Denied a dog, a baby, and even a faithful fiancé, Cat suddenly craves a snake: a glistening, writhing creature that can be worn like "jewelry, living jewelry" to match her black jeans. But when the budding social media star promptly loses the young "Burmie" she buys from a local pet store, she inadvertently sets in motion a chain of increasingly dire and outrageous events that comes to threaten her very survival.
"Brilliantly imaginative ... in a terrifying way" (Annie Proulx), Blue Skies follows in the tradition of T. C. Boyle's finest novels, combining high-octane plotting with mordant wit and shrewd social commentary. Here Boyle, one of the most inventive voices in contemporary fiction, transports us to water-logged and heat-ravaged coastal America, where Cat and her hapless, nature-loving family—including her eco-warrior parents, Ottilie and Frank; her brother, Cooper, an entomologist; and her frat-boy-turned-husband, Todd—are struggling to adapt to the "new normal," in which once-in-a-lifetime natural disasters happen once a week and drinking seems to be the only way to cope.

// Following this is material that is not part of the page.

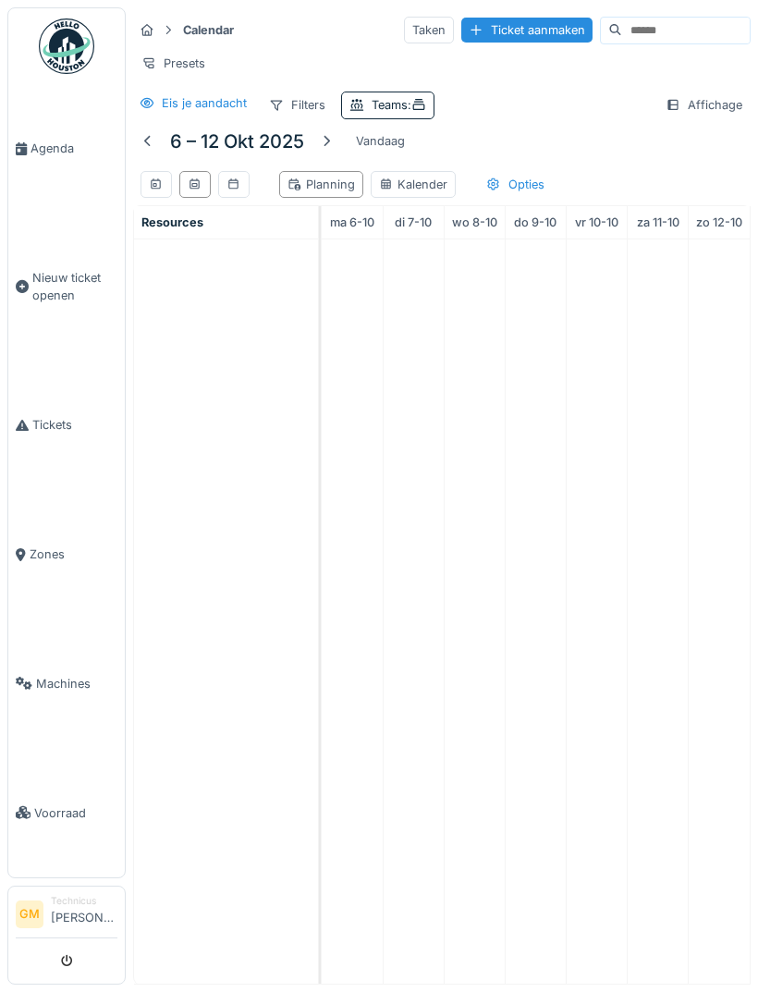 The height and width of the screenshot is (992, 758). I want to click on a: Zones, so click(67, 555).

But there's more than meets the eye to this compulsive family drama. Lurking beneath the banal façade of twenty-first-century Californians and Floridians attempting to preserve normalcy in the face of violent weather perturbations is a caricature of materialist American society that doubles as a prophetic warning about our planet's future. From pet bees and cricket-dependent diets to massive species die-off and pummeling hurricanes, Blue Skies deftly explores the often volatile relationships between humans and their habitats, in which "the only truism seems to be that things always get worse."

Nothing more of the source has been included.